French troops pressed north in Mali toward territory occupied by radical Islamists on Wednesday, launching a land assault which will put soldiers in direct combat "in 1 to 72 hours," military officials said.

French ground operations began overnight, France's military chief of staff Adm. Edouard Guillaud, said on Europe 1 television Wednesday. He stressed that French infantry units "will be fighting directly in coming hours, but I am unable to say whether it is in one hour or in 72 hours. ... Of course, we will be fighting directly."

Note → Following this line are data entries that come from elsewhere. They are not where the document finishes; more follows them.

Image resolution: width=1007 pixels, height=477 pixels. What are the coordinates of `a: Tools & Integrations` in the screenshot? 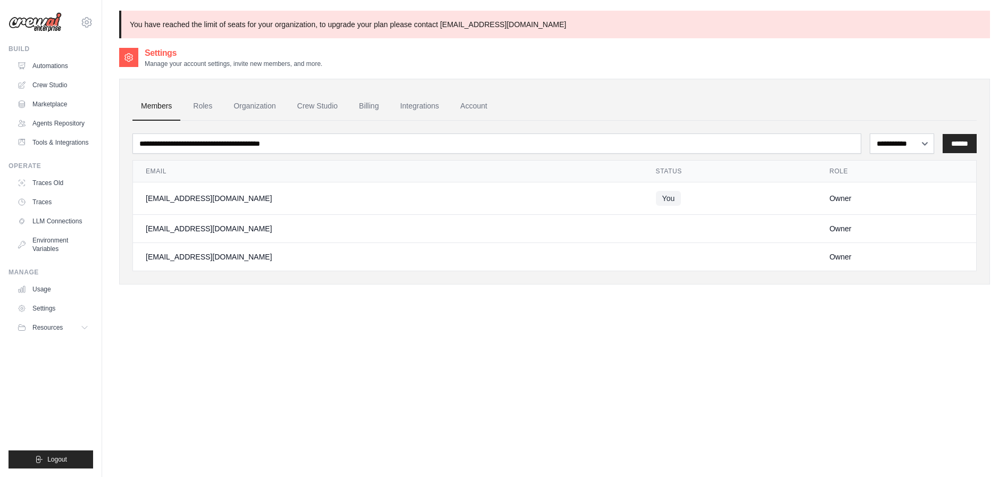 It's located at (53, 143).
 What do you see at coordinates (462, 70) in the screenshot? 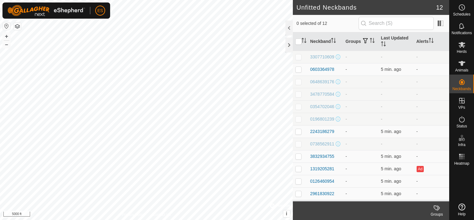
I see `span: Animals` at bounding box center [462, 70].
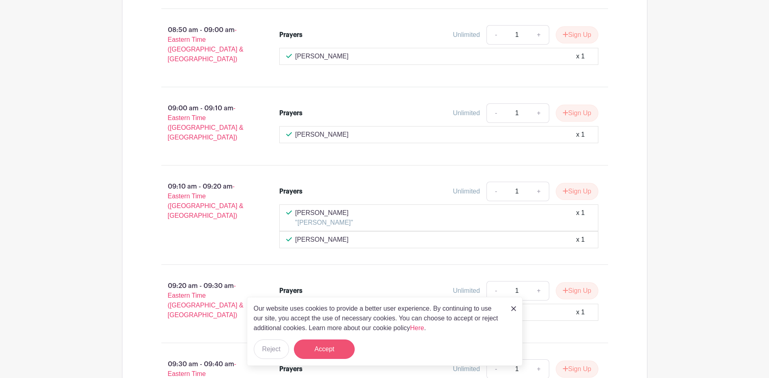 The width and height of the screenshot is (769, 378). I want to click on a: Here, so click(417, 327).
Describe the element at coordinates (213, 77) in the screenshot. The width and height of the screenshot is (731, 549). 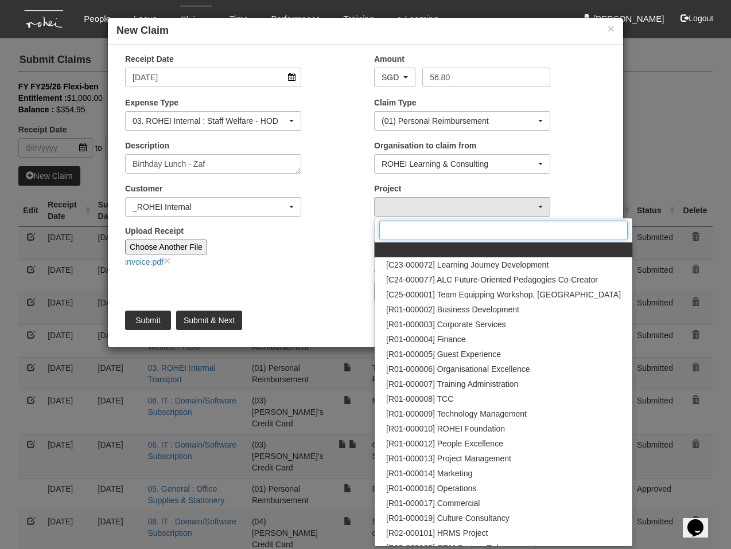
I see `input: d/m/yyyy` at that location.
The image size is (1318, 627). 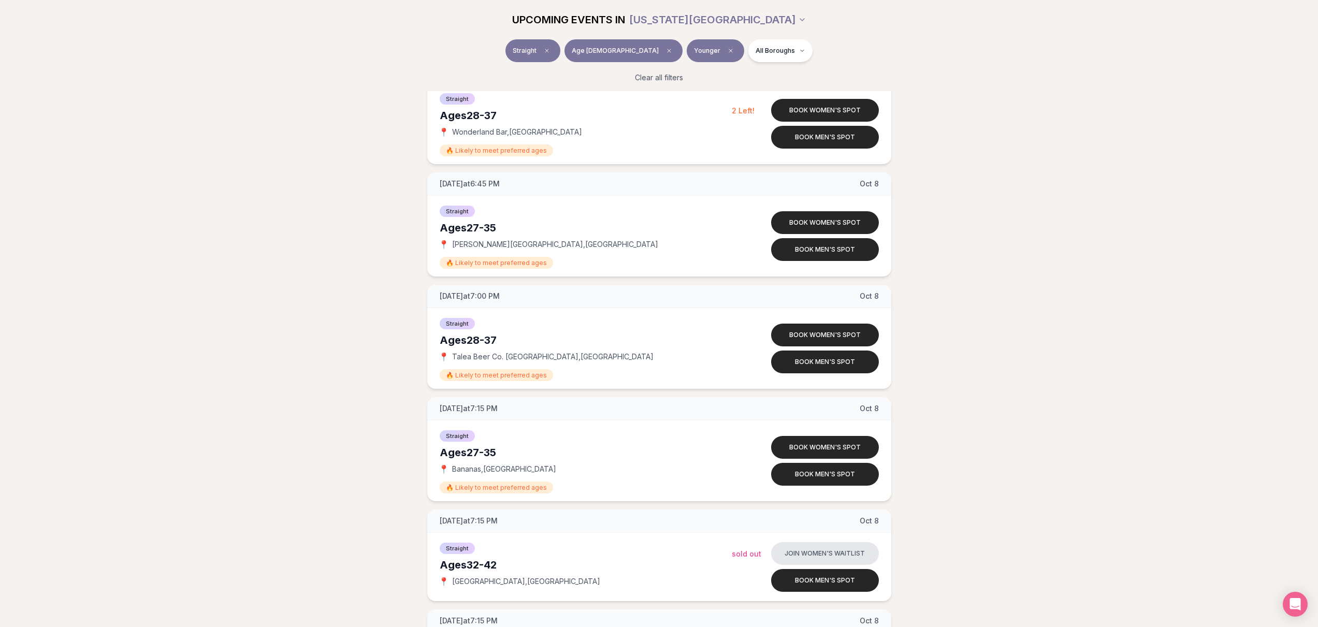 What do you see at coordinates (533, 51) in the screenshot?
I see `button: StraightClear event type filter` at bounding box center [533, 51].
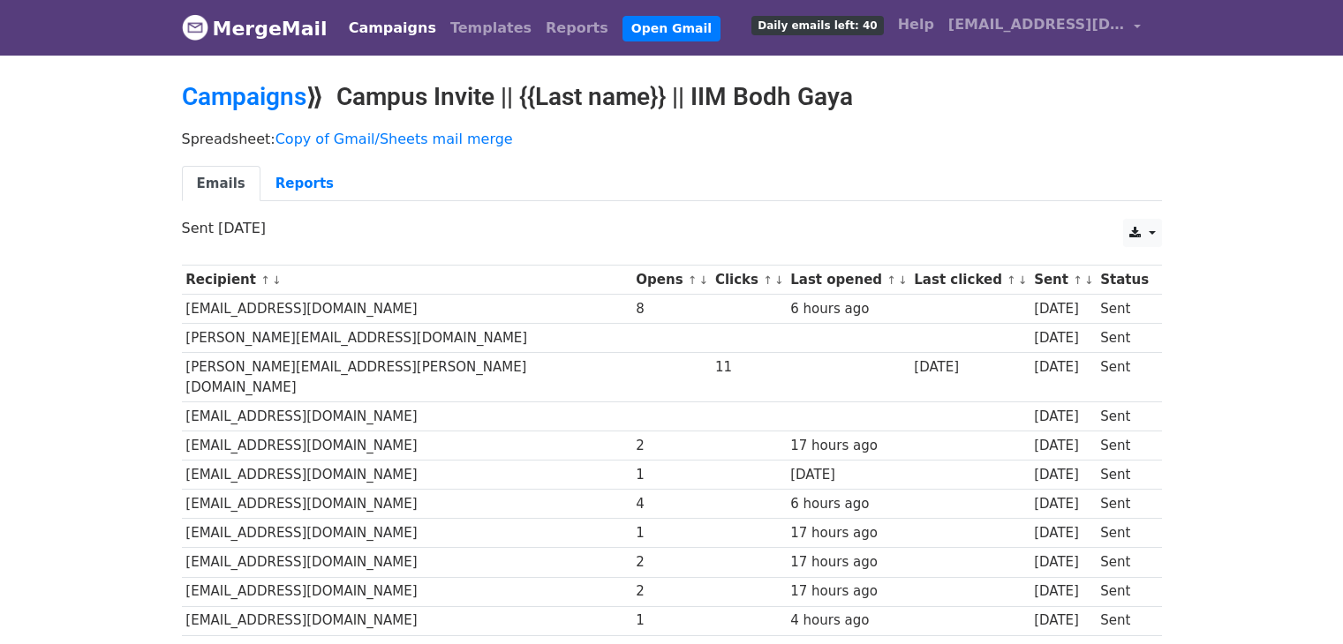 Image resolution: width=1343 pixels, height=644 pixels. I want to click on th: Status, so click(1124, 280).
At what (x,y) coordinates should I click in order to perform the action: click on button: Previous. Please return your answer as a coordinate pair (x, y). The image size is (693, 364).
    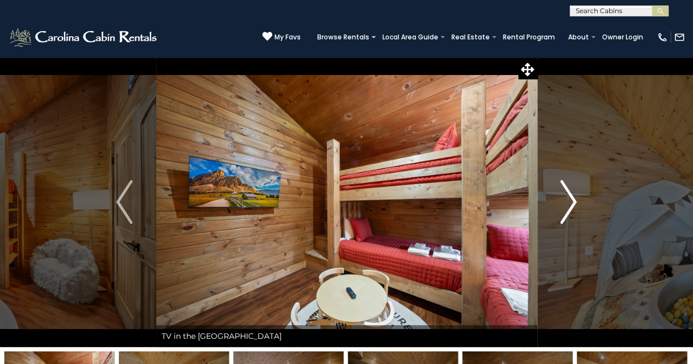
    Looking at the image, I should click on (124, 202).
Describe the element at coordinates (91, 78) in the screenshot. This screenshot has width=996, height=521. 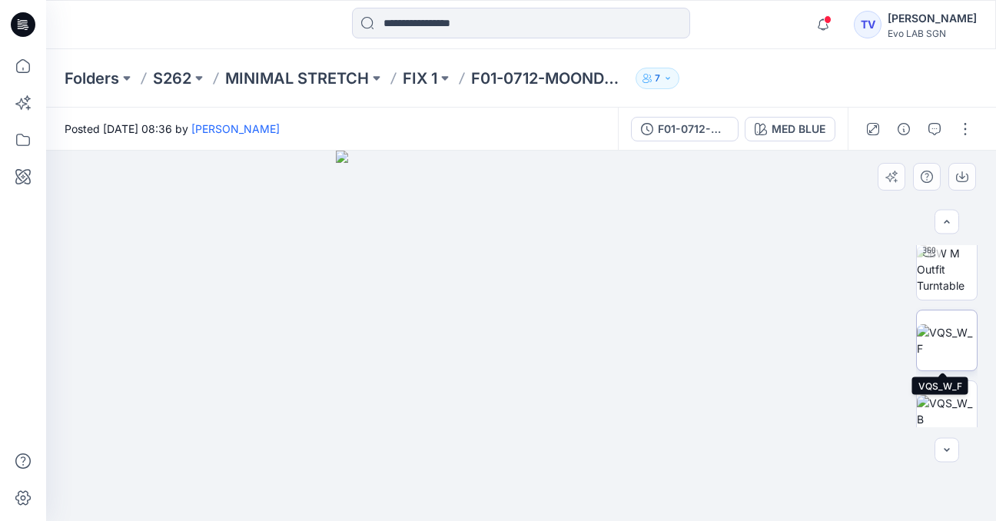
I see `p: Folders` at that location.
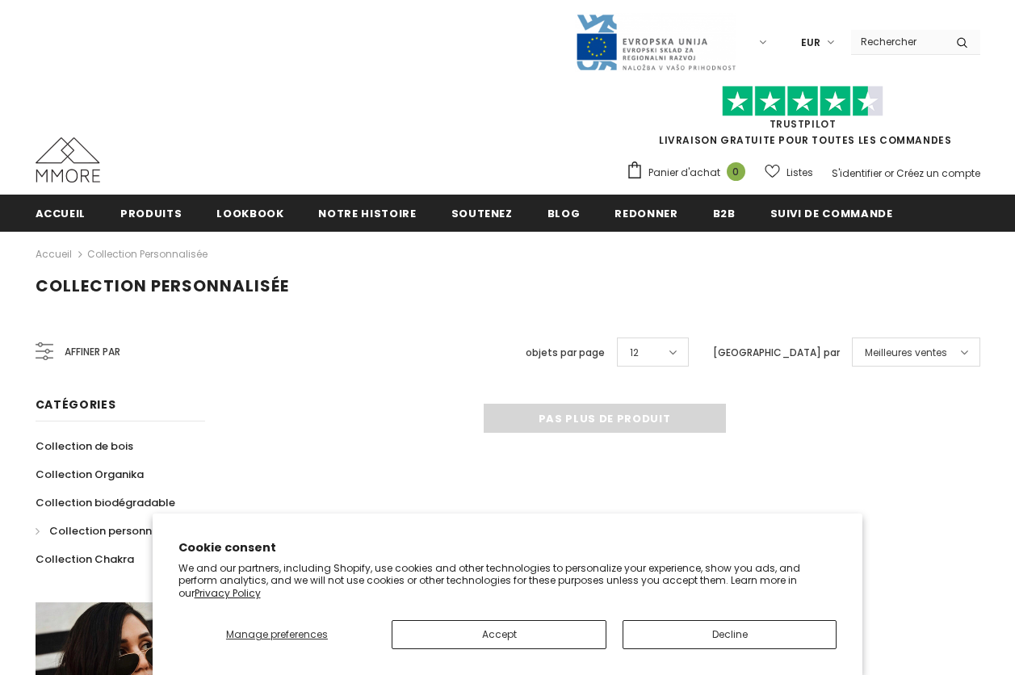 The height and width of the screenshot is (675, 1015). What do you see at coordinates (92, 352) in the screenshot?
I see `span: Affiner par` at bounding box center [92, 352].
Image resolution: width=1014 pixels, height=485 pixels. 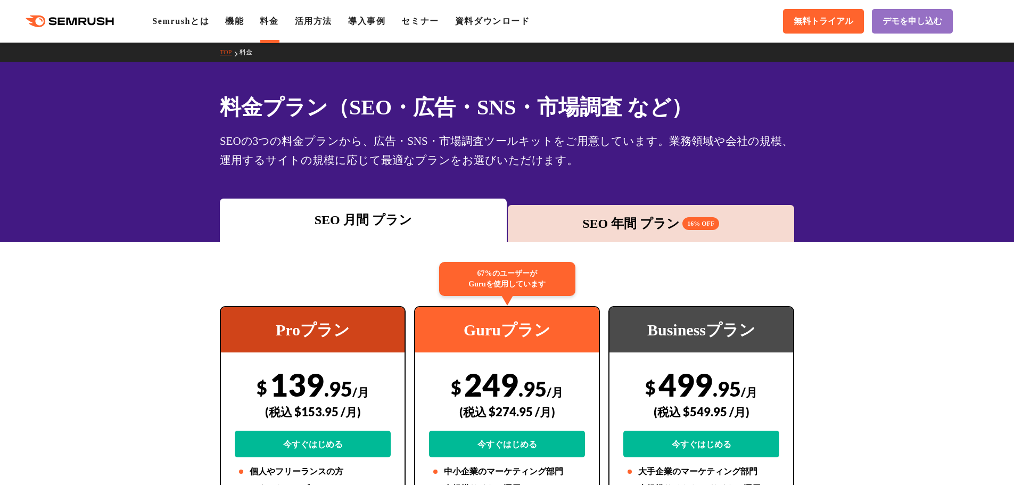 What do you see at coordinates (229, 52) in the screenshot?
I see `a: TOP` at bounding box center [229, 52].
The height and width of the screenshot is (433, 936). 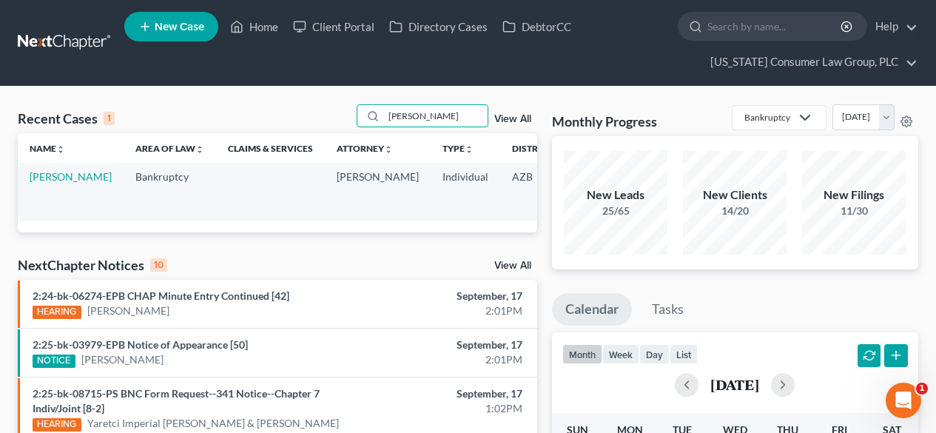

Armored vehicles loaded with French troops were seen heading toward Niono. The natural target for the French infantry is Diabaly, located 400 kilometers (250 miles) northeast of the capital and roughly 70 kilometers (45 miles) north of Niono. French warplanes have carried out airstrikes on Diabaly since the weekend, when a column of dozens of rebel vehicles cut off the road to Diabaly and seized the town as well as its military camp.
A trickle of refugees left on foot from Diabaly, a town seized two days ago by the jihadists who have held onto it despite a punishing bombing campaign by French fighter jets. The refugees arrived in Niono town, 70 kilometers (43 miles) south of Diabaly, according to residents.

Ibrahim Komnotogo, a resident of Diabaly who heads a USAID-financed rice agriculture project, happened to be outside the town when the jihadists encircled it. He has 20 employees and contractors who he says are stuck inside the town, which has a population of 35,000. He told The Associated Press that al-Qaida-linked rebels have sealed off the roads and were preventing people from leaving. He was last able to speak to his employees on Tuesday, and had not had news of them since, after the telephone network was cut.

Komnotogo says he fears the Islamists are planning to hide within Diabaly's mud-walled neighborhoods and use the population as a human shield.
"The jihadists have split up. They don't move around in big groups ... they are out in the streets, in fours, and fives and sixes, and they are living inside the most populated neighborhoods," he said, explaining that they had taken over the homes of people who managed to flee before the road was cut off.

French warplanes bombarded the military camp, but there have been no airstrikes inside the actual town, which begins at the eastern wall of the garrison. Residents have evacuated the neighborhood called Bordeaux, after its sister city in France, which is only 500 meters (yards) from the camp, he said. They have moved mostly into a quarter called Berlin, about 1 kilometer (0.6 miles) from the military installation.

"They are preventing the population from leaving. We have been trying to get our employees out, but they can't leave," said Komnotogo. "They have parked their pickup trucks inside the courtyards of empty homes. They have beards. And they wear boubous (a flowing robe). No one approaches them. Everyone is afraid," he said.
However some people succeeded in leaving Diabaly and later arrived in Niono, indicating that some were slipping through the rebels' noose, or that the fighters had decided to allow residents to leave.

Tidiane Diarra, one of Komnotogo's employees, who distributes water to rice growers, arrived in Niono on Wednesday. He said he had heard that the Islamists were blocking the way out of the town, but could not confirm it because he lives in a village 4 kilometers (2.5 miles) outside of Diabaly. From there, no one stopped him from leaving.